Gupta-linked finance chief quits Transnet
• Pita cites his poor health as reason • Says Gordhan’s call for new leadership played a role
In what is seen as the start of efforts to reverse state-capture at Transnet, the company’s group chief financial officer, Garry Pita, resigned with immediate effect on Thursday, citing “deteriorating” health.
In his resignation letter, seen by Business Day, Pita also mentioned a call for “new leadership” at the state-owned company by Public Enterprises Minister Pravin Gordhan at a board meeting on Tuesday as a reason for his departure.
Transnet spokesman Molatwane Likethe confirmed Pita’s resignation, saying that Mark Gregg-McDonald would take over as interim chief financial officer.
Pita read text messages sent to him on Thursday afternoon, but did not respond to requests for comment. Pita was implicated as allegedly involved in state capture by the Gupta family and their associates.
He was appointed acting group chief financial officer in August 2015 and confirmed to the position in February 2016. He had previously held the position of group chief supply chain officer and worked for Transnet for 12 years.
“I advised you last year [2017] of my intentions to resign from the company as my health was deteriorating under the significant strain and pressure that comes with the job and this has also had a very negative impact on my family,” Pita wrote in his letter, addressed to board chairwoman Linda Mabaso and group CEO Siyabonga Gama.
He said a decline in his health had led to his doctor advising him to change careers.
“Yesterday, as a board we met the new minister of DPE [Public Enterprises Minister Gordhan] who made it clear Transnet needs new leadership and needs to start a new path. With that in mind I hereby tender my resignation with immediate effect as I feel that physically I can no longer continue.”
Documents from whistleblowers have revealed that Pita
signed off on several invoices totalling R74m paid to Trillian, a boutique financial firm at the time owned by Gupta lieutenant Salim Essa.
He also signed off on a deal with global software giant SAP that resulted in Gupta company CAD House netting a R100m “sales commission”.
While Pita has maintained his innocence and denied wrongdoing, his role in deals that allegedly benefited the Gupta family is yet to be investigated by law-enforcement agencies.
Gama thanked Pita for his “valuable contribution and commitment towards the sustainable turnaround of Transnet”. Gordhan was appointed to public enterprises by President Cyril Ramaphosa in February after a brief stint as a backbencher as part of Ramaphosa’s first cabinet reshuffle after assuming office.
A new Eskom board was widely welcomed as a sign that Ramaphosa was intent on breaking with the past. Now, it seems, that a new board at Transnet is imminent.
Last week, Gordhan, who is on a drive to clean up stateowned enterprises, appointed a new board at Denel. This was also positively received. The acting public enterprises director- general, Makgola Makololo , said on Thursday that Pita’s resignation did not absolve him of accountability if he was found to have played a role in how Transnet became a “target for state capture”.
“The minister has welcomed the resignation,” said Makololo, who is standing in for the current director-general Richard Seleke, who is on leave.
A public enterprises spokesman could on Thursday night not clarify the nature of Seleke’s leave.
According to Mokololo: “Transnet has been faced by a series of allegations of deep corruption and malfeasance with highly suspicious and questionable financial transactions to the detriment of Transnet and its reputation.”
Makololo said the Transnet board had yet to provide an explanation of these transactions, including a R50bn locomotive tender from which the Gupta family allegedly earned as much as R5bn in kickbacks.
“It also needs to explain how it had exercised its fiduciary duties in the context of a plethora of information in the public domain showing how Transnet became a target for state capture,” she said.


Make an exact copy of the records below, excluding images.

━━ Records supplied

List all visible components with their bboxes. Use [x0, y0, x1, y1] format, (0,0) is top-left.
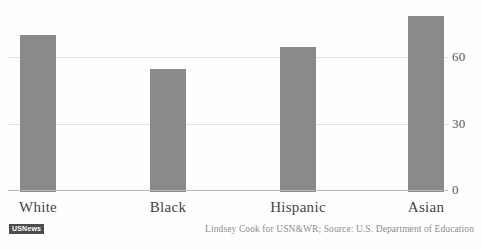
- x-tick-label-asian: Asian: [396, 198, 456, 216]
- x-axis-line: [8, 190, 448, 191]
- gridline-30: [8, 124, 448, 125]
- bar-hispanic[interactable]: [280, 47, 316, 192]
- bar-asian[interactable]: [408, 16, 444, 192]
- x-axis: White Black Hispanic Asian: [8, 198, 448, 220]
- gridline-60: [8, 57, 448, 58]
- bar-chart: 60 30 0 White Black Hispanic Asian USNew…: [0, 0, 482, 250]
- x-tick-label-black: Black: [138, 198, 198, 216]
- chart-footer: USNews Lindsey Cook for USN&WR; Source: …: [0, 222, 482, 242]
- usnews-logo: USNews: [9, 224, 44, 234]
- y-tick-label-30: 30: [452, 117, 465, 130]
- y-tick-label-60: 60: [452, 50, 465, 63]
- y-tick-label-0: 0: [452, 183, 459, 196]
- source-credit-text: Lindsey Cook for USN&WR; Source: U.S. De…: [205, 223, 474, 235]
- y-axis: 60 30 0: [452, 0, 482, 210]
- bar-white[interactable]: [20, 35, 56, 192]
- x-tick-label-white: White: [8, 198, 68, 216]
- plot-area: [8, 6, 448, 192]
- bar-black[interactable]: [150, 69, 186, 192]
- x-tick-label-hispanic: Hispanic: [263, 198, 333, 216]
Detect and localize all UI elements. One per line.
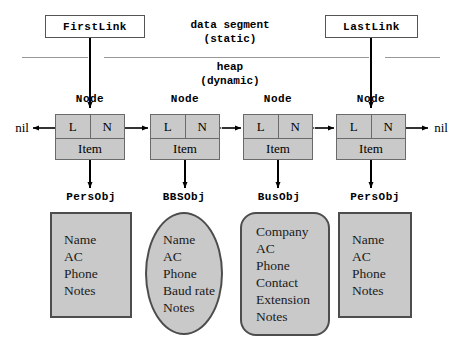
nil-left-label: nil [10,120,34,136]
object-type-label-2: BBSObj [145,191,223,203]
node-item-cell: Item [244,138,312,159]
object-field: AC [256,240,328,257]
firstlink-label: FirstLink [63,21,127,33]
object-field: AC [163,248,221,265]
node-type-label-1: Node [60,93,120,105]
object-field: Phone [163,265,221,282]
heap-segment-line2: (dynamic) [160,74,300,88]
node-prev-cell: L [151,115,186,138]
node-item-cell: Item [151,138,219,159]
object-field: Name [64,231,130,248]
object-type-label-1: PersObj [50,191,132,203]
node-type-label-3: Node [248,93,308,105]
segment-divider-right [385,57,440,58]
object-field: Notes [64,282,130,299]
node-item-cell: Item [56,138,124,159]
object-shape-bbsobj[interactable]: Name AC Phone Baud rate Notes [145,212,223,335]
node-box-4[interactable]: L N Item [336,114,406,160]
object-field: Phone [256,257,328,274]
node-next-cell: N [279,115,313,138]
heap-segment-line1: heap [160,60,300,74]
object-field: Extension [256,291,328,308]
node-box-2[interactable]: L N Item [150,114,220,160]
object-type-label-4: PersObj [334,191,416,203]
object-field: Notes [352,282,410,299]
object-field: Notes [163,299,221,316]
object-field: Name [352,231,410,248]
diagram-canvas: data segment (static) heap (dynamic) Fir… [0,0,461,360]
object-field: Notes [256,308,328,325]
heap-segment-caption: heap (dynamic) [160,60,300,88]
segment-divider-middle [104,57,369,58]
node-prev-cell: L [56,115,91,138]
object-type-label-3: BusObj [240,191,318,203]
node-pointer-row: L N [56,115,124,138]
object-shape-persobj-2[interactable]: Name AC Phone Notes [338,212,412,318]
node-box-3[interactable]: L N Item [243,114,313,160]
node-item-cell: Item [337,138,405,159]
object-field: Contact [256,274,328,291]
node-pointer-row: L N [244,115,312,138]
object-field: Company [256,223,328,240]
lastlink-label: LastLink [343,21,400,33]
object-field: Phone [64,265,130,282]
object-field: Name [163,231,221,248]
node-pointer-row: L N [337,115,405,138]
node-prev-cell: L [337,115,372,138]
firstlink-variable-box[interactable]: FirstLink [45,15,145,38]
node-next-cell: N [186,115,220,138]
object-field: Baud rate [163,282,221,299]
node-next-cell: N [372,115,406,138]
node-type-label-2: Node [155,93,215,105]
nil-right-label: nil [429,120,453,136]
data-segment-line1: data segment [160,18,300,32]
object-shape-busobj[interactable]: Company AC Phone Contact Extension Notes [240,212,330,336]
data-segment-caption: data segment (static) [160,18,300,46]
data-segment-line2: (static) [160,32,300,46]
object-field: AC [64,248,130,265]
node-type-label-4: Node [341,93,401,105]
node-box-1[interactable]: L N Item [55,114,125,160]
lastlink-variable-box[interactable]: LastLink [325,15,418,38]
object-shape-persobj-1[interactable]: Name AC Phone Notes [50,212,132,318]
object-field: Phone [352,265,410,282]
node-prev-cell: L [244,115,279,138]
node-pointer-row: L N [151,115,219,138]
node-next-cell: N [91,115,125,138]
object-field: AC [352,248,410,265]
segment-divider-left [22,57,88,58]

━━━━

- **Solution for this problem**
List all visible components with their bboxes. Use [x0, y0, x1, y1] format, (0,0) is top-left.
- x-tick-label-asian: Asian: [396, 198, 456, 216]
- x-axis-line: [8, 190, 448, 191]
- gridline-30: [8, 124, 448, 125]
- bar-hispanic[interactable]: [280, 47, 316, 192]
- bar-asian[interactable]: [408, 16, 444, 192]
- x-axis: White Black Hispanic Asian: [8, 198, 448, 220]
- gridline-60: [8, 57, 448, 58]
- bar-chart: 60 30 0 White Black Hispanic Asian USNew…: [0, 0, 482, 250]
- x-tick-label-black: Black: [138, 198, 198, 216]
- chart-footer: USNews Lindsey Cook for USN&WR; Source: …: [0, 222, 482, 242]
- usnews-logo: USNews: [9, 224, 44, 234]
- y-tick-label-30: 30: [452, 117, 465, 130]
- y-tick-label-60: 60: [452, 50, 465, 63]
- y-tick-label-0: 0: [452, 183, 459, 196]
- source-credit-text: Lindsey Cook for USN&WR; Source: U.S. De…: [205, 223, 474, 235]
- y-axis: 60 30 0: [452, 0, 482, 210]
- bar-white[interactable]: [20, 35, 56, 192]
- x-tick-label-white: White: [8, 198, 68, 216]
- plot-area: [8, 6, 448, 192]
- bar-black[interactable]: [150, 69, 186, 192]
- x-tick-label-hispanic: Hispanic: [263, 198, 333, 216]
Detect and localize all UI elements. One per line.
nil-left-label: nil [10,120,34,136]
object-type-label-2: BBSObj [145,191,223,203]
node-item-cell: Item [244,138,312,159]
object-field: AC [256,240,328,257]
firstlink-label: FirstLink [63,21,127,33]
object-field: AC [163,248,221,265]
node-type-label-1: Node [60,93,120,105]
object-field: Phone [163,265,221,282]
heap-segment-line2: (dynamic) [160,74,300,88]
node-prev-cell: L [151,115,186,138]
node-item-cell: Item [151,138,219,159]
object-field: Name [64,231,130,248]
object-type-label-1: PersObj [50,191,132,203]
node-type-label-3: Node [248,93,308,105]
segment-divider-right [385,57,440,58]
object-field: Notes [64,282,130,299]
node-item-cell: Item [56,138,124,159]
object-shape-bbsobj[interactable]: Name AC Phone Baud rate Notes [145,212,223,335]
node-box-4[interactable]: L N Item [336,114,406,160]
object-field: Phone [256,257,328,274]
node-next-cell: N [279,115,313,138]
heap-segment-line1: heap [160,60,300,74]
object-field: Extension [256,291,328,308]
node-box-2[interactable]: L N Item [150,114,220,160]
object-type-label-4: PersObj [334,191,416,203]
object-field: Notes [352,282,410,299]
object-field: Notes [163,299,221,316]
object-field: Name [352,231,410,248]
diagram-canvas: data segment (static) heap (dynamic) Fir… [0,0,461,360]
object-field: Notes [256,308,328,325]
heap-segment-caption: heap (dynamic) [160,60,300,88]
segment-divider-middle [104,57,369,58]
node-prev-cell: L [56,115,91,138]
object-type-label-3: BusObj [240,191,318,203]
node-pointer-row: L N [56,115,124,138]
object-shape-persobj-2[interactable]: Name AC Phone Notes [338,212,412,318]
node-box-3[interactable]: L N Item [243,114,313,160]
node-item-cell: Item [337,138,405,159]
object-field: Contact [256,274,328,291]
node-pointer-row: L N [244,115,312,138]
object-field: Company [256,223,328,240]
lastlink-label: LastLink [343,21,400,33]
object-field: Phone [64,265,130,282]
object-field: Name [163,231,221,248]
node-pointer-row: L N [337,115,405,138]
node-prev-cell: L [337,115,372,138]
firstlink-variable-box[interactable]: FirstLink [45,15,145,38]
node-next-cell: N [186,115,220,138]
object-field: Baud rate [163,282,221,299]
node-next-cell: N [372,115,406,138]
node-type-label-2: Node [155,93,215,105]
nil-right-label: nil [429,120,453,136]
data-segment-line1: data segment [160,18,300,32]
object-shape-busobj[interactable]: Company AC Phone Contact Extension Notes [240,212,330,336]
data-segment-caption: data segment (static) [160,18,300,46]
data-segment-line2: (static) [160,32,300,46]
object-field: AC [64,248,130,265]
node-type-label-4: Node [341,93,401,105]
node-box-1[interactable]: L N Item [55,114,125,160]
lastlink-variable-box[interactable]: LastLink [325,15,418,38]
object-shape-persobj-1[interactable]: Name AC Phone Notes [50,212,132,318]
object-field: Phone [352,265,410,282]
node-prev-cell: L [244,115,279,138]
node-pointer-row: L N [151,115,219,138]
node-next-cell: N [91,115,125,138]
object-field: AC [352,248,410,265]
segment-divider-left [22,57,88,58]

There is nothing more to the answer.